In conclusion, we have demonstrated MPT-induced DH in patients with stable asthma. The association between serum periostin and IC reduction after MPT may imply the potential of serum periostin as a biomarker of DH in patients with stable asthma.
Footnotes
Data availability: Individual participant data that underlie the results of the present study and study protocol are available to researchers whose proposed data have been approved by an independent review committee to achieve aims in the approved proposal. Data are available beginning 3 months and ending 5 years following article publication. Proposals may be submitted up to 36 months following article publication.
Author contributions: T. Asano contributed to development of the study design, the recruitment of patients, the acquisition and interpretation of data, and wrote the manuscript. H. Ohbayashi contributed to the recruitment of patients, interpretation of data and approval of the final manuscript. M. Ariga and O. Furuta performed pulmonary function tests and MPT measurement. S. Kudo contributed to the recruitment of patients and the collection of data. J. Ono and K. Izuhara contributed to the serum periostin measurements.
Conflict of interest: T. Asano has nothing to disclose.
Conflict of interest: H. Ohbayashi reports grants from Kyorin Pharmaceutical Co., Ltd, and Mylan Pharmaceuticals Inc., outside the submitted work.

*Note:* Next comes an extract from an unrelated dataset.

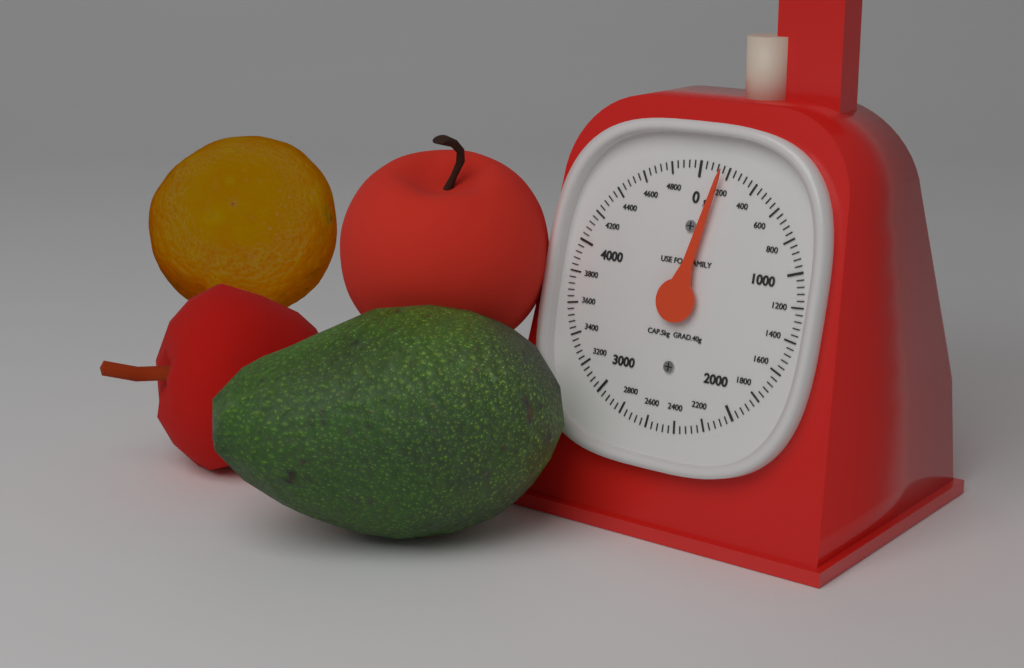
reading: 160 g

Conflict of interest: M. Ariga has nothing to disclose.
Conflict of interest: O. Furuta has nothing to disclose.
Conflict of interest: S. Kudo has nothing to disclose.
Conflict of interest: J. Ono is an employee of Shino-Test Corporation.
Conflict of interest: K. Izuhara reports grants from Shino-Test during the conduct of the study and grants from Sanofi outside the submitted work; in addition, K. Izuhara has a patent licensed (effective only in Japan).
- Received December 12, 2019.
- Accepted April 30, 2020.
- Copyright ©ERS 2020
This article is open access and distributed under the terms of the Creative Commons Attribution Non-Commercial Licence 4.0.